/cdn.vox-cdn.com/uploads/chorus_image/image/57286841/Screen_Shot_2017_10_24_at_1.49.33_AM.0.png)
LOS ANGELES — After Tuesday night, I will be able to say I have been at two consecutive Dodgers World Series games. They just happen to be 10,600 days apart.
Prior to 2017, my only World Series experience was attending Game 2 of the 1988 World Series, when Orel Hershiser won my 12-year-old heart with a shutout of the A’s.
Hershiser that night, only days removed from his 67 consecutive scoreless innings, and in the midst of a 63-day finishing stretch through the postseason that saw him post a 0.65 ERA in 124⅔ innings. He allowed only three hits to a mighty Oakland lineup, all by Dave Parker, and Hershiser collected three hits of his own at the plate, which basically made that a no-hitter in my mind.
The Dodgers won that game 6-0, to take a two-game series lead in a World Series they would finish four days later in Oakland.
I grew up in Palm Springs, which was a good two hours away from Los Angeles, and after factoring in how slow my mom drove it was more like three hours. Game 2 was a Sunday night game, and my mom didn’t like to drive at night, which meant after staying the night at my brother Kelly’s house we woke up early to drive back home.
The early wake-up was well worth it in my mind, if only because on Monday morning at school I got to answer every, “What did you do this weekend?” with “I WAS AT THE WORLD SERIES LAST NIGHT,” whipping out my ticket stub as proof.
But that was only half of a rather whirlwind weekend.
I went to Game 2 with Kelly, his wife, and his wife’s mom. He bought a strip of four tickets to every postseason game that year, only he didn’t go to Game 1. None of us did.
One of our sisters turned 30 that year, though not until November 2. Our other sister organized a surprise birthday party for her, and to really throw off the scent we had the party 18 days early.
On October 15.
The date of Game 1 of the World Series.
The game Kirk Gibson won.
In Orange County at my sister’s apartment, we celebrated her birthday quite joyously. There was even silly string involved.

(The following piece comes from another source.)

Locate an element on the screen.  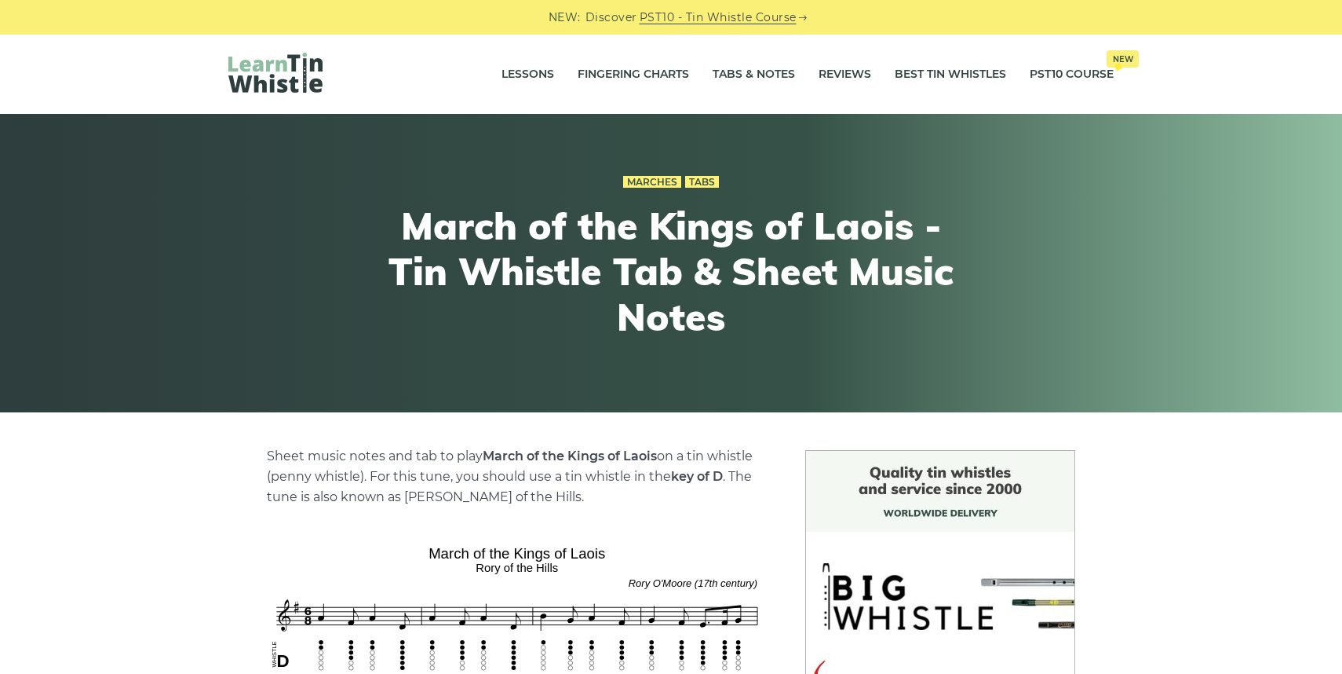
a: Tabs & Notes is located at coordinates (754, 75).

We all watched Game 1 on television, and jumped up and down in celebration after Gibson’s home run, so much so that later that night a policeman came to visit the second-story apartment after receiving a noise complaint from the first-floor neighbor.

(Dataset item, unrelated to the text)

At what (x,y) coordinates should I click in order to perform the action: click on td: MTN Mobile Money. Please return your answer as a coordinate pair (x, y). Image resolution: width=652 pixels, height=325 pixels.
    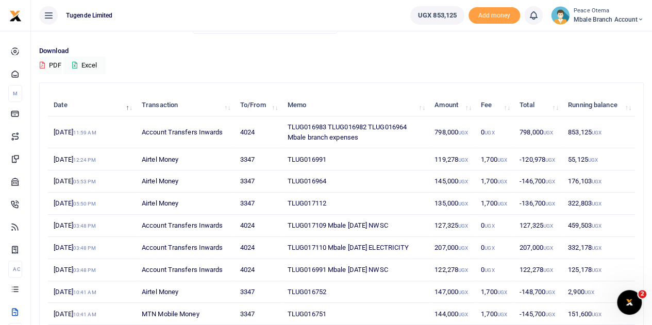
    Looking at the image, I should click on (185, 314).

Kelly sold his tickets to that game to a pair of couples, and to rub salt in the wound both groups left the game early. Even before Mr. Brake Lights beyond the right field pavilion:
:no_upscale()/cdn.vox-cdn.com/uploads/chorus_asset/file/9523781/Screen_Shot_2017_10_24_at_1.33.31_AM.png)
:no_upscale()/cdn.vox-cdn.com/uploads/chorus_asset/file/9523785/Screen_Shot_2017_10_24_at_1.33.12_AM.png)
The next day before Game 2, when rosters were introduced, the roar for Gibson was so loud and long that the cameraman had to pan back to Gibson before moving on to the next player. That was a deafening moment that gave me goosebumps.
Twenty-nine years later, I expect those goosebumps to return. It’s the World Series, after all, and I’m glad to be back.